What the ….
Donuts Always Win is a personal collection of weight loss antics, observations and currently, a daily photo blog of everything being shoved into the mouth of a food-loving girl who's fought calories, fat grams and exercise all her life...and lived to tell about it.

Archive for January 7th, 2010

Have you ever had a problem and not known you’ve had a problem until someone mentions it? Maybe you’re always tapping your pencil when you think. Or pacing the room when you’re nervous. Or randomly stealing silverware from fancy restaurants. Whatever your vice, when it’s brought up, brought out into the open, it’s almost see it as a problem at first. After all, this is how I behave. It happens for some subconscious reason to keep me safe (even the kleptomania). And it’s very hard to change.

I know you’re thinking that I steal things for fun. Not true. My problem is that I have been, for much of my natural-born life, unable to accept personal compliments. There are very, very few things that, when commented upon by an outside person in a positive manner, I am able to take at face value. My writing skills and creativity are the only things I can accept. (why? Because I’m a creative genius and I’m underappreciated).

Retrieving my mail Tuesday after school, the secretary commented on how I look like I’m ‘thinning in the middle’. She’s shorter than me, so I didn’t assume I had a growing bald spot. She made curvy motions down the length of her torso, so common sense led me to deduce she meant my lump of clay was being shaped into something slightly human.

“Are you sure you don’t need new glasses?”

She giggled. “I’m sure. I actually noticed it earlier today but was too busy to say anything.”

“I’m not sure what there is to notice.”

She punched my arm. You’re looking thinner through the middle. Like something’s going on.”

“Something’s going on for sure,” I said. “Trying not to buy a bigger pant size after the holidays is what’s going on.”

She shook her head at me. “No, I mean it. You’re looking good. Whatever you’re doing is working.”

I’d just spent two weeks scarfing too much food and doing zero exercise. True, I’d walked twice since Monday, but doubted it had anything to do with her perception.

“Great! I’ll keep eating junk food in front of the tv! I’m so glad you gave me the go-ahead!”

She leveled a serious stare at me. “Hey. Just say ‘thank you’ and get it over with, ok? You look good. Stop trying to convince me to change my mind.”

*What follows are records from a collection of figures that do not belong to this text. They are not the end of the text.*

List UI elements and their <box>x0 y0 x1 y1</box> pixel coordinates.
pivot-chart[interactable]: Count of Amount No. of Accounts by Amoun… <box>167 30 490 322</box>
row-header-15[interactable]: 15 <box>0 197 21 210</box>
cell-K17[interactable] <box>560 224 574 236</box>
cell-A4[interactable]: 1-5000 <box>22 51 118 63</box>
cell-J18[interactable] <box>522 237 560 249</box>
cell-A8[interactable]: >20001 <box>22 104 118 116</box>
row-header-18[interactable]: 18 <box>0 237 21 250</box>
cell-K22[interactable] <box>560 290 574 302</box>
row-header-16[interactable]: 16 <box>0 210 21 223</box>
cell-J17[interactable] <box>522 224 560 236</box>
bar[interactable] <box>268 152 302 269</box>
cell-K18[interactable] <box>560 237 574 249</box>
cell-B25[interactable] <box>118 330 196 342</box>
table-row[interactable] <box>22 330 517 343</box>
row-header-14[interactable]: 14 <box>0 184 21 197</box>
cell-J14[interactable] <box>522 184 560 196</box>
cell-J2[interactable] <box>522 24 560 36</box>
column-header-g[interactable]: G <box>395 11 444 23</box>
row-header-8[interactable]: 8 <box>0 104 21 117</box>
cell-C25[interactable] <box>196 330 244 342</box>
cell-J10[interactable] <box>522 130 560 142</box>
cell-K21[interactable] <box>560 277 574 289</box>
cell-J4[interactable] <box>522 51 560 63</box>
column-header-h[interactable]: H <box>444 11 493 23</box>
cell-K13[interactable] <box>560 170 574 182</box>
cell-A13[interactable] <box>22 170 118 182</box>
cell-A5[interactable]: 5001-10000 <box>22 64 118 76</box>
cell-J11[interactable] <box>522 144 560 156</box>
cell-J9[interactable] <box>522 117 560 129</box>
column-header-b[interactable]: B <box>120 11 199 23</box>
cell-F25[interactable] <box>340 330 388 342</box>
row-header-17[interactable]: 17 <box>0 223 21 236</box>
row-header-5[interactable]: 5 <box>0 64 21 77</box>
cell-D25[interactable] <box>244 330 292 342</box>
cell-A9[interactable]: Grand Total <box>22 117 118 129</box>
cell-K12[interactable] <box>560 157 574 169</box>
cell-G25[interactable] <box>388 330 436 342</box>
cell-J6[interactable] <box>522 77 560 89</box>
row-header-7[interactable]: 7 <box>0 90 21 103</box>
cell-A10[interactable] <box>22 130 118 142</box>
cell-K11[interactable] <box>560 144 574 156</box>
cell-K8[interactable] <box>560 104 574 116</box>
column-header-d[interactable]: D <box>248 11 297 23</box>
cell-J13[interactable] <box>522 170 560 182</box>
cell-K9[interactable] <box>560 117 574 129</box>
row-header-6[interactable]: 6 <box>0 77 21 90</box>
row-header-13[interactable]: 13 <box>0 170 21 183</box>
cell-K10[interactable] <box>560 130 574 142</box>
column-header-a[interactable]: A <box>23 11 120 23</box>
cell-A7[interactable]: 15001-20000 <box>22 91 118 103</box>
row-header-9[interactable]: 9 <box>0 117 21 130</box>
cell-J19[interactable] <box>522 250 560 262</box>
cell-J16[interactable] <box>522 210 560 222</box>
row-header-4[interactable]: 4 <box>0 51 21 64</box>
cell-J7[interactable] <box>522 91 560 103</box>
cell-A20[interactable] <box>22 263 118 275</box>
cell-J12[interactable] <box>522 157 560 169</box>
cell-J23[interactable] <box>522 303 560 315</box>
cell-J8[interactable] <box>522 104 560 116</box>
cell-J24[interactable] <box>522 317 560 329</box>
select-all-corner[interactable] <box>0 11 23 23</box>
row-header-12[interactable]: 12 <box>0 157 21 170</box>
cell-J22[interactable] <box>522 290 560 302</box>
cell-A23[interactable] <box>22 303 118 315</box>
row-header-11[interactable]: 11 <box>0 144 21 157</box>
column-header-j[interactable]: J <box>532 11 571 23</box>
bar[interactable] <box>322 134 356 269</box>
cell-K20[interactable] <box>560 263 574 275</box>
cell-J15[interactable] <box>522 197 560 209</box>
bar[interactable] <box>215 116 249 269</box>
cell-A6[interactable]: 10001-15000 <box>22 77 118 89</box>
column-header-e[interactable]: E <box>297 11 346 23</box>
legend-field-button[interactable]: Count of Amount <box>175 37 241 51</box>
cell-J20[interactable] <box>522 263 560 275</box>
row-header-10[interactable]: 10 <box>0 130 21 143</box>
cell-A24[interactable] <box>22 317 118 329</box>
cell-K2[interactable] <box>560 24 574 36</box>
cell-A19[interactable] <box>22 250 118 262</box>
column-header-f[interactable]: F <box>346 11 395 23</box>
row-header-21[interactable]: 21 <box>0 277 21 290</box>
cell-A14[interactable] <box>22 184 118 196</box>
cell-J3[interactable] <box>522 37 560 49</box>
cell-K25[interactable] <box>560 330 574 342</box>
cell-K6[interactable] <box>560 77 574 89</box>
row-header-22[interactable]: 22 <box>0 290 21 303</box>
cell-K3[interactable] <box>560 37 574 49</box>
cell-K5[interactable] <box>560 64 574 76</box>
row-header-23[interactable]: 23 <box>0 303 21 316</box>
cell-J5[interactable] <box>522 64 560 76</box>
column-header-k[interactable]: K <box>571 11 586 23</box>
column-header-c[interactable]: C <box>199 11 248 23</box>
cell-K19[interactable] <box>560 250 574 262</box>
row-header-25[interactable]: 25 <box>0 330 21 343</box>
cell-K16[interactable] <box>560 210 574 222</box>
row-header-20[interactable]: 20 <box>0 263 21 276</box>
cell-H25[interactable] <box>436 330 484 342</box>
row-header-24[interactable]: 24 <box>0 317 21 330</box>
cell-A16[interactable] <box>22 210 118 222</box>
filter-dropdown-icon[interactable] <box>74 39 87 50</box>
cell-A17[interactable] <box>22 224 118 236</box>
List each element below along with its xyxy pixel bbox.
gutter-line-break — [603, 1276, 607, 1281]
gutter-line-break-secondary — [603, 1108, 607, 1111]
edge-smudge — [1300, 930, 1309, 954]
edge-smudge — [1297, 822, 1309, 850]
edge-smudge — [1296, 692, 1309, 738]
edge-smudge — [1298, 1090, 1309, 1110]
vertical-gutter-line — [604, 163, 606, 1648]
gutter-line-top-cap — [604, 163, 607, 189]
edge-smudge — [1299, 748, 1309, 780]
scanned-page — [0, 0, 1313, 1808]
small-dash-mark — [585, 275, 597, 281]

Her words were painfully familiar. I’d heard them from a friend once, years ago, when I lost forty pounds through hard work. He’d complimented me, I’d trashed myself in some form and he’d chastised me for not accepting the compliment. “Just say ‘thank you,’” he’d said. “If you make a smart-ass compliment, it’s like you don’t trust my judgment to notice things.”

I didn’t want to second-guess his observation, so I’d quietly thanked him and moved on with my day. Likewise, I thanked the secretary and headed back to my room, deep in thought why I can’t take compliments. I came up with a two-fold reason: one, if I don’t feel the compliment is true, I can’t agree with it. I generally don’t go along with things in general that I don’t agree with without some type of feedback, so why would I agree that I look thinner if I feel like a beached whale? And the second reason, I think, goes way back: protection. Mean girls in school gave compliments only to have them twisted when you accepted them. If they said your hair looked nice today, they’d follow it with “nice for a rat’s nest, that is.” Or if they mentioned your eyeshadow color, you immediately ran to the bathroom and scrubbed it off with those lovely sandpaper-based paper towels. The worst were weight comments: love those pants! (they make them in your size?). Love that sweater! (look what the thrift store has now!). Pretty prom dress! (I know it’s a hand-me-down, I’ve seen it before.) Your cookies are delicious! (and you shouldn’t be eating them.)

The smarminess of their tone still echoes in my head. When anyone–even an honestly nice adult person far removed from my growing-up days makes a positive comment, I hold my breath and wait for the punch line, expecting a rim shot and howling laughter from the other mean girls in a pack (ever notice they can’t travel alone?). It’s easier for me to hate on myself and control the situation than it is for me to allow their compliment to glimmer, even if for a second, with the potential for belief only to have it snapped away by their slobbery jaws.

If I’d only have lost a fraction of a pound or not have felt I was bursting at the seams I might have smiled and agreed, if only half. But there’s more to being a fat girl than just the weight. There’s all kinds of mental baggage, ingrained habits, ways of thinking and behaving that come from years of protecting ourselves from bullies that takes just as long to undo as it takes to take off the weight. One without the other will never lead to success, so not only do I need to start acting and eating like a healthy person, I need to start thinking like one. Far easier said than done.